In the past three and a half years, the Talent Cloud team and its partner departments have crafted new behavioural and business processes, built and launched a live staffing platform, and run more than 50 staffing processes to test ideas and measure outcomes. In the end, the results were impressive.

While Talent Cloud’s initial staffing processes took approximately as long as the Government of Canada average, two years after the platform launch the average time for an externally advertised process (from job advertisement to verbal offer) is down to ~40 days (plus the standard 1-2 months for security clearance and HR finalization). Several processes in 2020 reached a verbal offer in ~20 days. Including security clearance, this means the time to staff on the Talent Cloud platform is now down to ~3 months… a savings over the Government of Canada average time to staff by almost half a year.

On average, ~9% of all applicants in Talent Cloud processes have been deemed fully qualified (qualified to receive an offer) at the time a job process closed, which is significantly higher than the industry average of ~2% (Jobvite, Harvard Business Review, Knowledge@Wharton). In processes conducted in 2020, this number has been over 10%, as the platform continues to release improvements in optimizing the hiring outcome. Managers interviewed 1-2 years after their hire was made indicate overwhelming satisfaction with the quality of the hire and the fit-to-team. ~95% of these hires (according to managers interviewed) remain in government, even after some having required term renewal, and ~80% are still with their original team. Qualitative research shows that the platform is attracting strong applicant diversity, and that this is transferring through into the final hiring result. Research with applicant groups shows that the deliberate efforts Talent Cloud has made are working: the platform is reaching new audiences, including those in equity-seeking and underrepresented groups, and user feedback on the experience is positive.
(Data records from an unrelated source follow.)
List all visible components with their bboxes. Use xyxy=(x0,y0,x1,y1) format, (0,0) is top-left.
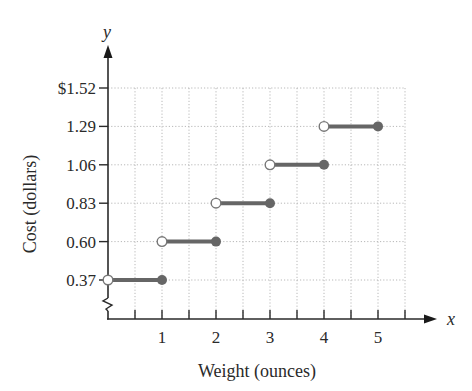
y-axis-variable: y xyxy=(101,22,111,42)
closed-endpoint-icon xyxy=(157,275,167,285)
closed-endpoint-icon xyxy=(211,237,221,247)
y-tick-label: 0.37 xyxy=(66,271,96,290)
open-endpoint-icon xyxy=(157,237,167,247)
open-endpoint-icon xyxy=(265,160,275,170)
open-endpoint-icon xyxy=(319,122,329,132)
open-endpoint-icon xyxy=(211,198,221,208)
y-tick-label: $1.52 xyxy=(58,79,96,98)
x-axis-arrow-icon xyxy=(424,315,437,324)
open-endpoint-icon xyxy=(103,275,113,285)
y-axis-title: Cost (dollars) xyxy=(20,155,41,254)
x-tick-label: 4 xyxy=(320,328,329,347)
y-tick-label: 1.29 xyxy=(66,117,96,136)
x-tick-label: 3 xyxy=(266,328,275,347)
y-tick-label: 0.60 xyxy=(66,233,96,252)
closed-endpoint-icon xyxy=(319,160,329,170)
closed-endpoint-icon xyxy=(265,198,275,208)
y-axis-break-icon xyxy=(103,298,112,311)
step-function-chart: 0.370.600.831.061.29$1.5212345 y x Weigh… xyxy=(0,0,472,391)
y-axis-arrow-icon xyxy=(104,45,113,58)
tick-labels: 0.370.600.831.061.29$1.5212345 xyxy=(58,79,383,347)
x-axis-title: Weight (ounces) xyxy=(198,361,316,382)
x-tick-label: 1 xyxy=(158,328,167,347)
x-tick-label: 2 xyxy=(212,328,221,347)
y-tick-label: 0.83 xyxy=(66,194,96,213)
x-axis-variable: x xyxy=(446,309,455,329)
closed-endpoint-icon xyxy=(373,121,383,131)
x-tick-label: 5 xyxy=(374,328,383,347)
y-tick-label: 1.06 xyxy=(66,156,96,175)
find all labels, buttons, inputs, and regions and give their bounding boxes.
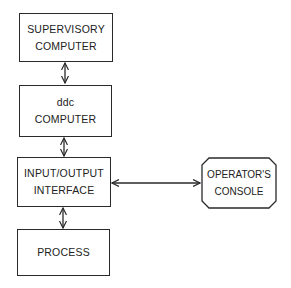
console-label-line1: OPERATOR'S (207, 166, 271, 183)
supervisory-computer-box: SUPERVISORY COMPUTER (19, 13, 113, 62)
ddc-computer-box: ddc COMPUTER (19, 85, 112, 137)
ddc-label-line1: ddc (57, 94, 75, 111)
process-box: PROCESS (17, 229, 110, 276)
io-label-line2: INTERFACE (34, 182, 95, 199)
operators-console-box: OPERATOR'S CONSOLE (202, 158, 276, 208)
io-interface-box: INPUT/OUTPUT INTERFACE (17, 157, 111, 207)
ddc-label-line2: COMPUTER (35, 111, 97, 128)
supervisory-label-line1: SUPERVISORY (27, 21, 105, 38)
process-label: PROCESS (37, 244, 90, 261)
supervisory-label-line2: COMPUTER (35, 38, 97, 55)
console-label-line2: CONSOLE (215, 183, 264, 200)
io-label-line1: INPUT/OUTPUT (24, 165, 104, 182)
In addition to producing hires, Talent Cloud also generated research findings. For example, the team learned that factoring work environment, team culture, and management leadership style into the design of the job advertisement significantly improved the talent-to-team match. The team also found that making positions remote work accessible substantially improved the chance of a successful hire. Talent Cloud tested 20 different points of intervention related to reducing time to staff, and identified the 5 that were the most influential. The team ran experiments on the usefulness of applicant self-assessment, optimizing the number of selection criteria, and ways to reset the defaults to promote diversity and inclusion.

It’s important to remember that Talent Cloud is only just completing the experimental stage - it hasn’t been resourced as a full scale solution. As a result, the majority of its features have been released as minimal viable products. This means that the platform has a few bugs and glitches, and has never had the force behind it for adoption that an enterprise solution would have. Yet despite having been built from a lean startup approach, with minimal influence, the experiment worked. However, confirming whether or not the model would work at a larger scale would require a new approach.

The question now is what will the Government of Canada do with the insights gained and the lessons learned?